Exactly. Could you imagine buying a home if the electrical outlet wasn't standardized? (In the US). Just ask the rest of the world how frustrating it is when every country has their own plug.
True, but the people living in them don't. People in the US move, and they move a lot.
Please use the downvote button for comments that are not relevant to the discussion, not as the "I disagree" button. We aren't reddit. My point is factual, 26 million Americans move every year. The challenges and hassels would be comparable if we had different plugs for all our appliances and electronics are analogous to the problems we have with different standards for charging ports on our cell phones, just a larger scale.
As analogies go, try to go for the spirit of the comparison, not the specifics.
Imagine what the market for appliances would look like if we had to accommodate for different outlets. Imagine if your kitchen aid stand mixer you bought for 600 dollars wasn't compatible with the apartment complex you wanted to move into. Or your iron, or your tv, or your charger for your laptop, or your hair dryer.
It's a bad analogy, though. For one, USB isn't very standardized either. There are many USB standards and we're in the midst of a transition from Micro USB to USB-C that will create the exact same compatibility problem for at least a few years as Micro-USB and Lightning. Before Micro-USB we had mini-USB. None of these are even remotely backwards compatible. Meanwhile we've been using the same basic electrical outlet for decades, and it's backwards compatible with the one we used for decades before that.
Also, my oven is actually an entirely different plug from my TV, and my dryer is different still. My lightbulbs connect through a totally different interface that doesn't even look like a plug! I actually seem to be doing okay with that.

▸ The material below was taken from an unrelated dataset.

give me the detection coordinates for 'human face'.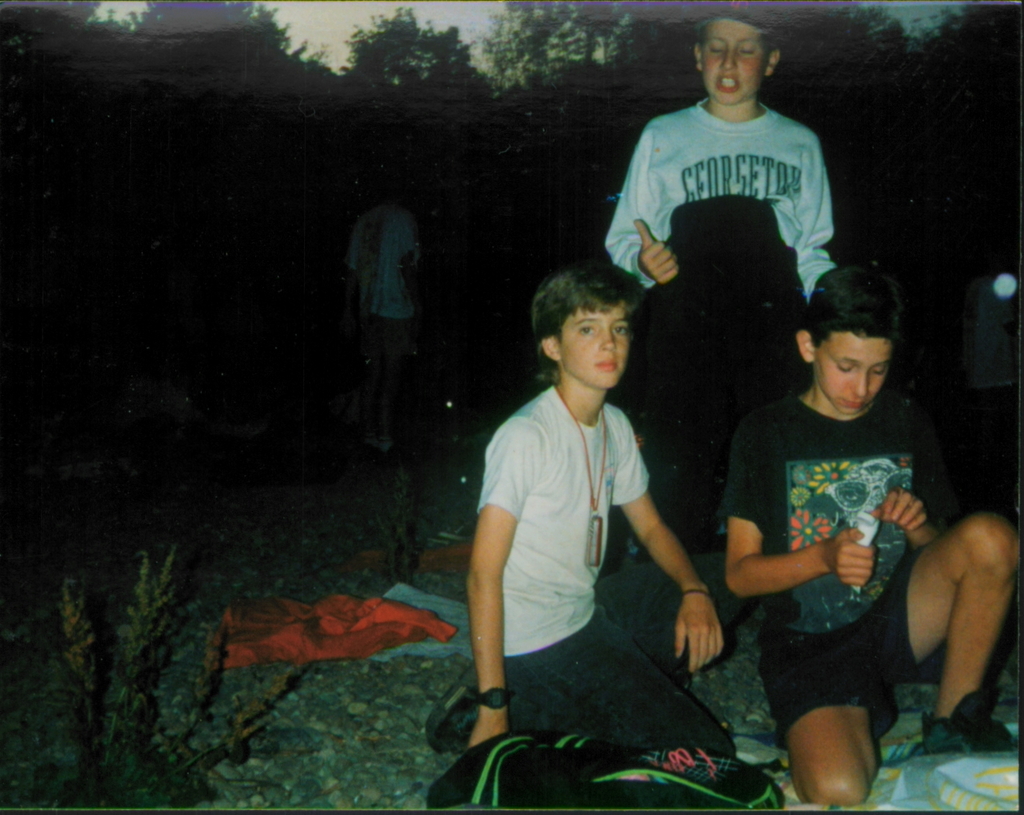
701 18 768 102.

You are picking the extremes to show why my analogy isn't good, which is unfair. You don't move your oven with you when you move, and washer/dryer is rare, but 220 volt outlets are standardized in the US as well. If you are moving your washer and dryer with you, and oven, the place you are moving to will have standardized 220v plugs. There is a physical limit on how much electricty certain plugs can handle. The bulk of the consumer and kitchen appliances you take with you use the same plug. Micro-usb is pretty much ubiquitous for the vast majority of non-Iphones. The point is because of Apple continuing to "move us forward" we will never have something to standardize around.